Extraordinarily Ordinary

Something really cool happened yesterday in the most ordinary way.  Friday mornings are our 4th and 5th grade choir rehearsals and I currently have 54 energetic students who are willing to show up an hour before school starts once a week to sing together.  Unfortunately for them, I do not play piano well, so I tend to use recordings as accompaniment.  They are usually great arrangements, but are obviously inflexible so I have to go with the tempo of the recording rather than interpreting on my own.  However, at our last concert, one of the parents at my school approached me and said he would love to accompany for us if I was interested, so I said yes.

So yesterday, he came to our rehearsal to help us get ready for our concert which is a little over a week away.  One of the pieces we’re doing is an Italian aria/chorus from one of the operas we’ve studied in 5th grade but the students had never sung it with the accompaniment before.  When the piano began with the downbeat from my student teacher, I watched my students’ faces as they heard themselves accompanied for the first time. At a particularly dramatic point in the music as the piano played a couple of loud, dramatic chords, my students grinned and their energy matched that of the accompaniment.  I found myself smiling with them, so happy that they were having this experience.  When the piece ended, the students broke out in spontaneous applause.  It wasn’t perfect, and we went back and worked on a few things, but all in all, a challenge and a success.

So, why so extraordinarily ordinary? Well, the parent accompanist just happens to be a Steinway Artist and the Director of the School of Music at the University of Nebraska.  I happen to teach his children and he came to the concert because he son plays in the 5th grade band.  He is a busy man, just finishing up his first year at the University and it would never have occurred to me to ask him to accompany a bunch of 10 and 11 year old students.  However, he didn’t hesitate to ask if I would mind if he did.  So, if you could imagine the musical diversity in the room yesterday morning; a PhD Steinway artist working with my student teacher accompanying a bunch of kids preparing for an elementary concert.  All working towards the same goals, all doing their best at whatever level they had attained so far, all of us taking turns at making mistakes – and I mean ALL of us.  (I won’t embarrass my guest by telling you what they were : ). All of us, making music together.

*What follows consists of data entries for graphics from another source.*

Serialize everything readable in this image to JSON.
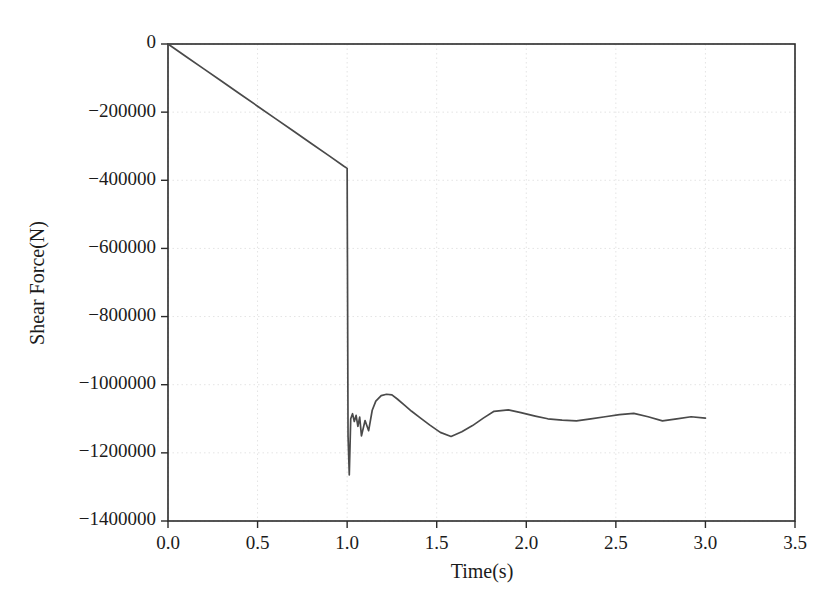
{
  "figure": {
    "background_color": "#ffffff",
    "frame_color": "#2b2b2b",
    "grid_color": "#e4e4e4",
    "line_color": "#4a4a4a"
  },
  "chart_data": {
    "type": "line",
    "title": "",
    "xlabel": "Time(s)",
    "ylabel": "Shear Force(N)",
    "xlim": [
      0.0,
      3.5
    ],
    "ylim": [
      -1400000,
      0
    ],
    "grid": true,
    "legend": null,
    "xticks": [
      0.0,
      0.5,
      1.0,
      1.5,
      2.0,
      2.5,
      3.0,
      3.5
    ],
    "xtick_labels": [
      "0.0",
      "0.5",
      "1.0",
      "1.5",
      "2.0",
      "2.5",
      "3.0",
      "3.5"
    ],
    "yticks": [
      0,
      -200000,
      -400000,
      -600000,
      -800000,
      -1000000,
      -1200000,
      -1400000
    ],
    "ytick_labels": [
      "0",
      "−200000",
      "−400000",
      "−600000",
      "−800000",
      "−1000000",
      "−1200000",
      "−1400000"
    ],
    "series": [
      {
        "name": "Shear Force",
        "color": "#4a4a4a",
        "x": [
          0.0,
          0.1,
          0.2,
          0.3,
          0.4,
          0.5,
          0.6,
          0.7,
          0.8,
          0.9,
          0.98,
          1.0,
          1.005,
          1.012,
          1.02,
          1.03,
          1.04,
          1.05,
          1.06,
          1.07,
          1.08,
          1.1,
          1.12,
          1.14,
          1.16,
          1.19,
          1.22,
          1.25,
          1.28,
          1.32,
          1.36,
          1.41,
          1.46,
          1.52,
          1.58,
          1.64,
          1.7,
          1.76,
          1.82,
          1.9,
          1.97,
          2.05,
          2.12,
          2.2,
          2.28,
          2.36,
          2.44,
          2.52,
          2.6,
          2.68,
          2.76,
          2.84,
          2.92,
          3.0
        ],
        "y": [
          0,
          -36500,
          -73000,
          -109500,
          -146000,
          -182500,
          -219000,
          -255500,
          -292000,
          -328500,
          -358000,
          -365000,
          -1150000,
          -1265000,
          -1100000,
          -1085000,
          -1108000,
          -1090000,
          -1122000,
          -1095000,
          -1150000,
          -1105000,
          -1135000,
          -1075000,
          -1048000,
          -1032000,
          -1028000,
          -1030000,
          -1042000,
          -1060000,
          -1078000,
          -1098000,
          -1118000,
          -1140000,
          -1152000,
          -1138000,
          -1120000,
          -1098000,
          -1078000,
          -1074000,
          -1082000,
          -1092000,
          -1100000,
          -1104000,
          -1106000,
          -1100000,
          -1094000,
          -1088000,
          -1084000,
          -1094000,
          -1106000,
          -1100000,
          -1094000,
          -1098000
        ]
      }
    ]
  }
}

As music educators, when we say Music Making by All, so many times we talk about diversity in terms of things like culture and race, but there is also diversity in experience and age and none of it matters with music.  Making music is making music, no matter your background or level of expertise and everyone is working towards the common goal of creating something beautiful and exciting, something that is never the same way twice; art created in the moment.  Musicians at all levels, encouraging and applauding each other.  It is really an example for all in terms of how to work collaboratively with everyone working towards a common goal.  Pretty awe inspiring actually.

I have to admit, that it was so ordinary, that the extraordinary didn’t hit me until later.  Maybe I’m wrong, but I don’t always see this kind of collaboration in other academic areas outside of the arts, the kind of opportunity where kids and adults work together on a creative project, all of us responsible for doing our jobs, and where not only are adults leading but actually participating in the music making with the students.

So, in about a week and a half, we get to share our collaboration with an audience.  My hope is that they will begin to see and understand that music is something that transcends all areas of diversity and is truly FOR ALL.